WORK TO BE COMPLETED: Only those lines in the data below from the line containing "You are a GUI" through the line containing "Task: Click on the toggle-knob", both included, should be restated word for word.

GIVEN INFORMATION:
▶

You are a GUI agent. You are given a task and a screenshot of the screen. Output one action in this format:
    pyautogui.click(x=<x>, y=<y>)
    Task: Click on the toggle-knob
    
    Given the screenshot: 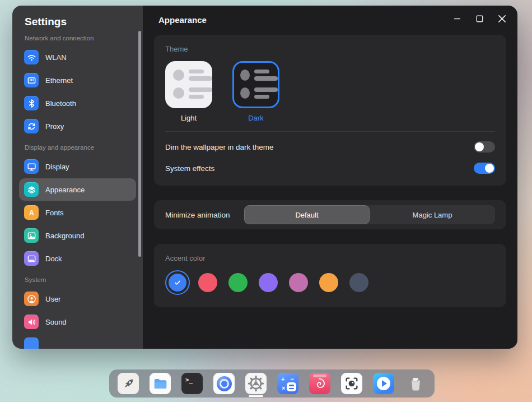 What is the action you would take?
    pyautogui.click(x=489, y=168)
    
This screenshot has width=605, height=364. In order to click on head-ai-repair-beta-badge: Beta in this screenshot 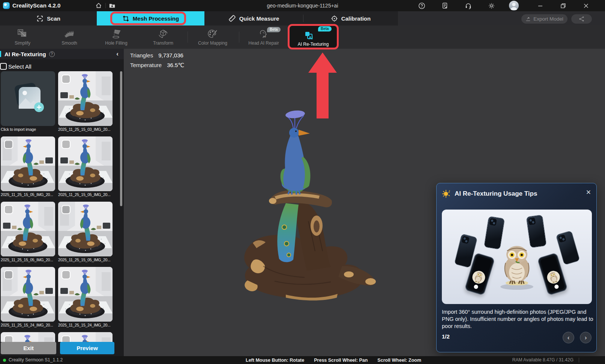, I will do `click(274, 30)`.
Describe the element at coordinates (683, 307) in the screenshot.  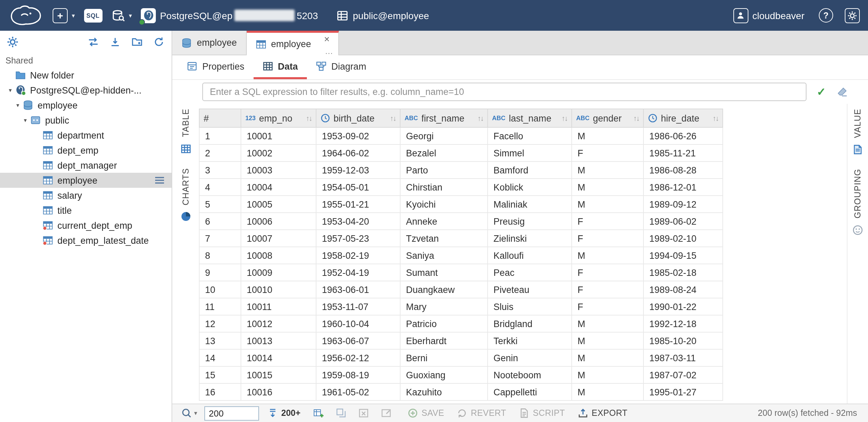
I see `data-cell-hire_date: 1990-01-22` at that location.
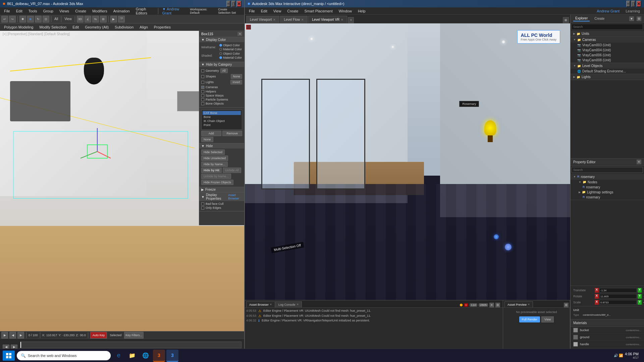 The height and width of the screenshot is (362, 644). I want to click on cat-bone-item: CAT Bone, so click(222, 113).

◀
▶

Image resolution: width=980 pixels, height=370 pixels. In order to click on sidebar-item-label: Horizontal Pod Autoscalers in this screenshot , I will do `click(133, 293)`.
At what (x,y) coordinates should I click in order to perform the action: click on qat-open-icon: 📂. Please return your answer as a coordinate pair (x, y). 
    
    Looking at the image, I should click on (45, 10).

◀

WORKED SOLUTION:
You are a GUI agent. You are given a task and a screenshot of the screen. Output one action in this format:
    pyautogui.click(x=<x>, y=<y>)
    Task: Click on the toggle-knob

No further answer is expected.